• April 16th, 2018

By Sara Wilson

Dr. Anne Franklin Lamar grew up in her mother’s fabric store in the Mississippi Delta. It’s where she often went after school, where she learned to sew, and where she first understood the power of Dr. Anne Franklin Lamar smiling and standing against building.the traditionally female community—those spaces created with the thread and needle and tactile production. This power would end up shaping her intellectual curiosity and academic career.

“It was a different kind of entry into women’s history,” she said. “There are larger concepts of female community and creativity within it.”

Dr. Lamar earned both her master’s and PhD from the English department at the University of Alabama. Her interest in women’s studies began as an undergrad at Mississippi University for Women, where she started working on diary transcriptions. That exercise carried her into working with women’s written private texts and the histories that women tell each other. She feels called to bring women’s stories into the common narrative.

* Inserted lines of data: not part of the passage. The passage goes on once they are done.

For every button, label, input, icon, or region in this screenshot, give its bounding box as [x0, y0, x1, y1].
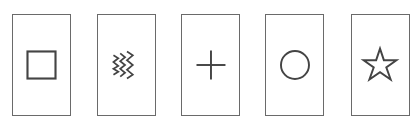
wavy-lines-icon [98, 15, 155, 115]
card-circle [265, 14, 324, 116]
card-waves [97, 14, 156, 116]
card-square [12, 14, 71, 116]
plus-icon [182, 15, 239, 115]
circle-icon [266, 15, 323, 115]
star-icon [352, 15, 409, 115]
card-plus [181, 14, 240, 116]
card-star [351, 14, 410, 116]
square-icon [13, 15, 70, 115]
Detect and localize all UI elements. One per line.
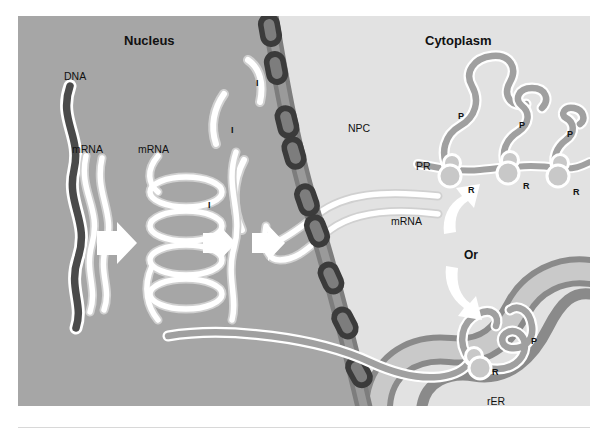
- footer-divider: [18, 427, 590, 428]
- mature-mrna-strand: [231, 152, 237, 320]
- label-or: Or: [464, 249, 478, 261]
- label-nucleus: Nucleus: [124, 34, 175, 47]
- label-dna: DNA: [64, 71, 86, 82]
- label-rer-protein: P: [531, 337, 537, 346]
- label-protein-2: P: [519, 121, 525, 130]
- label-ribosome-1: R: [468, 186, 475, 195]
- label-npc: NPC: [348, 123, 370, 134]
- label-protein-1: P: [458, 112, 464, 121]
- label-mrna-primary: mRNA: [72, 144, 103, 155]
- diagram-canvas: [18, 16, 590, 406]
- label-pr: PR: [416, 161, 431, 172]
- label-mrna-export: mRNA: [391, 216, 422, 227]
- label-ribosome-2: R: [523, 182, 530, 191]
- label-intron-2: I: [231, 126, 234, 135]
- label-mrna-spliced: mRNA: [138, 144, 169, 155]
- label-intron-3: I: [208, 201, 211, 210]
- diagram-panel: NucleusCytoplasmDNAmRNAmRNAIIINPCmRNAPRP…: [18, 16, 590, 406]
- figure-container: NucleusCytoplasmDNAmRNAmRNAIIINPCmRNAPRP…: [0, 0, 608, 442]
- label-rer-ribosome: R: [492, 368, 499, 377]
- label-protein-3: P: [567, 130, 573, 139]
- label-ribosome-3: R: [573, 188, 580, 197]
- label-cytoplasm: Cytoplasm: [425, 34, 491, 47]
- label-intron-1: I: [256, 79, 259, 88]
- label-rer: rER: [487, 396, 505, 406]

“A lot of times, [women’s stories] are secondary narratives that may be added to a larger history, but very rarely are they the subject of the story,” she said.

For the past two years, Lamar has taught classes in the Honors College centered around those themes of women’s studies and narrative storytelling.

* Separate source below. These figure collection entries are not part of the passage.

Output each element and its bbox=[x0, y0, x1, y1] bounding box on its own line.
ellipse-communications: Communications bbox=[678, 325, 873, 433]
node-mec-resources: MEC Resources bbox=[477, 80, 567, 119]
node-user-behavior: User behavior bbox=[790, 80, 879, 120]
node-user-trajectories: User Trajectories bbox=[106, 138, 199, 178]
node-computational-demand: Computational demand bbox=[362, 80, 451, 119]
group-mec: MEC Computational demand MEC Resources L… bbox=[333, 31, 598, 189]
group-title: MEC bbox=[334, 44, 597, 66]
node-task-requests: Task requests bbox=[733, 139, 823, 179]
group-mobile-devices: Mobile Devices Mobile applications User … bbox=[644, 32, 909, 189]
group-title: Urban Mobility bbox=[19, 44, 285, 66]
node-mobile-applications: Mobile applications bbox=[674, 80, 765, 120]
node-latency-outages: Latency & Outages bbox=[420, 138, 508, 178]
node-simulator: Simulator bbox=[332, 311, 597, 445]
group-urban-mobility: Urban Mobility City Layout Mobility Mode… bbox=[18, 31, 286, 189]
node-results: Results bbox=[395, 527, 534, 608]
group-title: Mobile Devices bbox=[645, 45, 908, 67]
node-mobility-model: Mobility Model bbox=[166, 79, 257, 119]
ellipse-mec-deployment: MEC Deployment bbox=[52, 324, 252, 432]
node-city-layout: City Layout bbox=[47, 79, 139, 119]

This spring semester, she taught a class about women’s texts that examined quilts, textile work, cookbooks, gardens, diaries, and other traditionally gendered texts and encouraged students to imagine, create, and analyze their own creative projects. Not only did the class look at how women create their own identity, but it also explored how they fostered community through those creations.

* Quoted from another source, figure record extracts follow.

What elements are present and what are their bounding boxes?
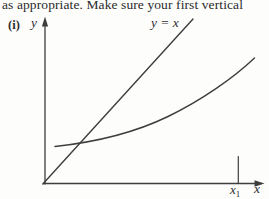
y-axis-arrowhead-icon: [42, 17, 48, 27]
identity-line: [43, 19, 193, 184]
x1-tick-label: x1: [230, 183, 240, 199]
x1-label-subscript: 1: [236, 189, 241, 199]
y-axis-label: y: [31, 16, 37, 30]
x-axis-label: x: [254, 182, 260, 196]
function-curve: [55, 58, 255, 147]
graph-canvas: [0, 0, 269, 199]
line-equation-label: y = x: [151, 16, 179, 30]
book-page-fragment: as appropriate. Make sure your first ver…: [0, 0, 269, 199]
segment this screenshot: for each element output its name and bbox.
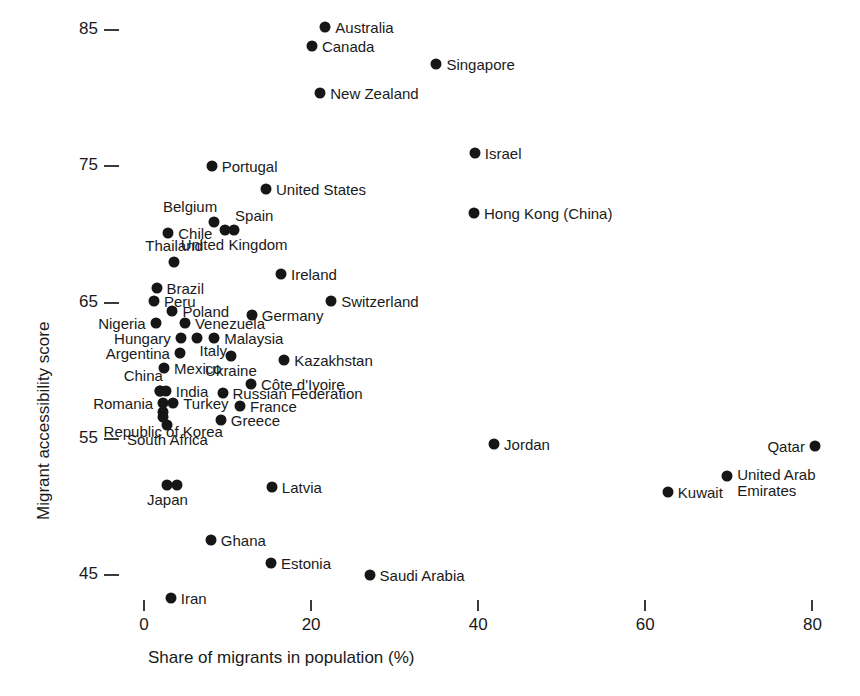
data-point[interactable] (225, 350, 236, 361)
data-point-label: Thailand (145, 238, 203, 255)
x-tick-label-80: 80 (782, 615, 842, 635)
y-tick-label-85: 85 (54, 19, 98, 39)
data-point[interactable] (229, 225, 240, 236)
y-tick-label-55: 55 (54, 428, 98, 448)
x-tick-mark (477, 600, 479, 611)
data-point-label: Greece (231, 412, 280, 429)
data-point-label: Latvia (282, 479, 322, 496)
data-point[interactable] (326, 296, 337, 307)
scatter-chart-figure: 4555657585020406080AustraliaCanadaSingap… (0, 0, 860, 696)
x-tick-label-0: 0 (114, 615, 174, 635)
data-point[interactable] (809, 440, 820, 451)
data-point[interactable] (169, 256, 180, 267)
x-tick-label-40: 40 (448, 615, 508, 635)
data-point-label: Switzerland (341, 294, 419, 311)
data-point-label: Japan (147, 492, 188, 509)
data-point-label: Israel (485, 145, 522, 162)
data-point-label: Kuwait (678, 485, 723, 502)
data-point[interactable] (662, 487, 673, 498)
x-tick-mark (644, 600, 646, 611)
data-point[interactable] (266, 481, 277, 492)
data-point-label: Italy (199, 343, 227, 360)
y-tick-mark (104, 574, 119, 576)
data-point-label: Iran (181, 591, 207, 608)
data-point[interactable] (469, 207, 480, 218)
data-point-label: Romania (93, 396, 153, 413)
data-point-label: Jordan (504, 437, 550, 454)
data-point-label: Spain (235, 209, 273, 226)
data-point-label: Qatar (767, 438, 805, 455)
y-tick-mark (104, 302, 119, 304)
x-axis-title: Share of migrants in population (%) (0, 648, 860, 668)
data-point[interactable] (489, 439, 500, 450)
data-point[interactable] (174, 348, 185, 359)
y-tick-label-65: 65 (54, 292, 98, 312)
data-point-label: Argentina (106, 346, 170, 363)
data-point-label: United States (276, 182, 366, 199)
data-point-label: Ireland (291, 267, 337, 284)
data-point[interactable] (162, 420, 173, 431)
data-point[interactable] (150, 318, 161, 329)
data-point[interactable] (469, 147, 480, 158)
data-point-label: Kazakhstan (294, 352, 372, 369)
data-point[interactable] (168, 398, 179, 409)
data-point[interactable] (265, 557, 276, 568)
data-point-label: Malaysia (224, 331, 283, 348)
data-point[interactable] (320, 22, 331, 33)
data-point-label: United ArabEmirates (737, 467, 815, 501)
data-point[interactable] (364, 570, 375, 581)
data-point[interactable] (165, 593, 176, 604)
data-point[interactable] (179, 318, 190, 329)
data-point-label-line: United Arab (737, 467, 815, 484)
data-point-label: Australia (335, 20, 393, 37)
data-point-label: China (124, 368, 163, 385)
data-point-label-line: Emirates (737, 483, 815, 500)
data-point[interactable] (205, 534, 216, 545)
data-point-label: New Zealand (330, 85, 418, 102)
x-tick-mark (811, 600, 813, 611)
data-point[interactable] (215, 414, 226, 425)
data-point[interactable] (315, 87, 326, 98)
plot-area: 4555657585020406080AustraliaCanadaSingap… (0, 0, 860, 696)
x-tick-label-20: 20 (281, 615, 341, 635)
data-point[interactable] (175, 333, 186, 344)
x-tick-mark (310, 600, 312, 611)
data-point[interactable] (276, 268, 287, 279)
data-point[interactable] (162, 480, 173, 491)
data-point[interactable] (306, 41, 317, 52)
data-point-label: Belgium (163, 199, 217, 216)
y-tick-label-45: 45 (54, 564, 98, 584)
data-point[interactable] (167, 305, 178, 316)
data-point-label: Canada (322, 39, 375, 56)
data-point[interactable] (160, 386, 171, 397)
data-point-label: Portugal (222, 159, 278, 176)
y-tick-mark (104, 29, 119, 31)
data-point-label: South Africa (127, 432, 208, 449)
data-point-label: Germany (262, 307, 324, 324)
data-point-label: Estonia (281, 556, 331, 573)
data-point-label: Saudi Arabia (380, 568, 465, 585)
x-tick-label-60: 60 (615, 615, 675, 635)
data-point[interactable] (722, 470, 733, 481)
y-tick-label-75: 75 (54, 155, 98, 175)
data-point[interactable] (206, 161, 217, 172)
data-point-label: Hong Kong (China) (484, 205, 612, 222)
x-tick-mark (143, 600, 145, 611)
data-point[interactable] (279, 354, 290, 365)
data-point[interactable] (235, 401, 246, 412)
data-point[interactable] (431, 59, 442, 70)
data-point[interactable] (149, 296, 160, 307)
data-point[interactable] (260, 184, 271, 195)
data-point-label: Singapore (446, 57, 514, 74)
y-axis-title: Migrant accessibility score (34, 322, 54, 520)
data-point[interactable] (151, 282, 162, 293)
y-tick-mark (104, 165, 119, 167)
data-point-label: Turkey (183, 396, 228, 413)
data-point-label: Mexico (174, 361, 222, 378)
data-point-label: Ghana (221, 532, 266, 549)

In another Honors seminar, she wove together themes from the Honors Common Book Orphan Train by challenging students to record and present an oral history interview with a family member or friend about a pivotal journey in their life, much as the protagonist did in the novel.

Orphan Train was perfect because there was some oral history woven into that already rich text, and I was able to work that project into my UH155 class,” she said. “There wasn’t a single student in that class who didn’t learn something new and impactful from the [experience].”

Lamar values two aspects of the Honors College above all else: the small class sizes and the emphasis on experiential learning.

“I have the opportunity to do things like an oral history project woven into a freshman-level class because of the focus from Honors on experiential learning and our desire for students to dig deeply into the topics and explore how this study challenges them,” she said.

Lamar admires how UH155 and UH300 Honors seminars teach students what deep dives into scholarship look like. That expectation of academic engagement combined with a diverse student body propel a small seminar into a unique educational opportunity.

“The 15 student cap is a game-changer because it allows students from all different backgrounds and disciplines to come in and discuss,” she said “I have students from all over the U.S. majoring in engineering, biology, humanities, and so on, and there’s always a wonderful mix of  different perspectives. With that smaller class size, we can foster discussion that goes beyond surface level.”

In her free time, Lamar does pottery, including teaching pottery classes in the summer and creating mugs for the popular coffee shop UPerk. She learned to throw as a teenager, but returned to it as a serious craft about five years ago. She said she values the meditative, repetitive nature of her pottery, and that it enhances her teaching as well.

“It is such a tactile and whole-body experience,” she said. “I think that in the humanities you can get so focused on being only in your mind. But especially with the women’s text class—with sewing and cooking—experiencing something with your whole body and articulating that experience is something that we don’t emphasize as much in teaching, but we should.”

Whether she is teaching a freshman Honors seminar about dystopian literature or engaging upperclassmen with the work of Southern women writers, Lamar feels called back to the physical, the tactile, and the creative.

As a girl, she learned to quilt and explored the remarkable stories women have to tell. As a woman and as an educator, she teaches to always consider a different perspective and to remember the process in everything.

“There’s something to be said for making stuff with your hands and taking the time to tell your story and honor the stories of others,” she said. “These basic principles are definitely woven into  every aspect of  my teaching.”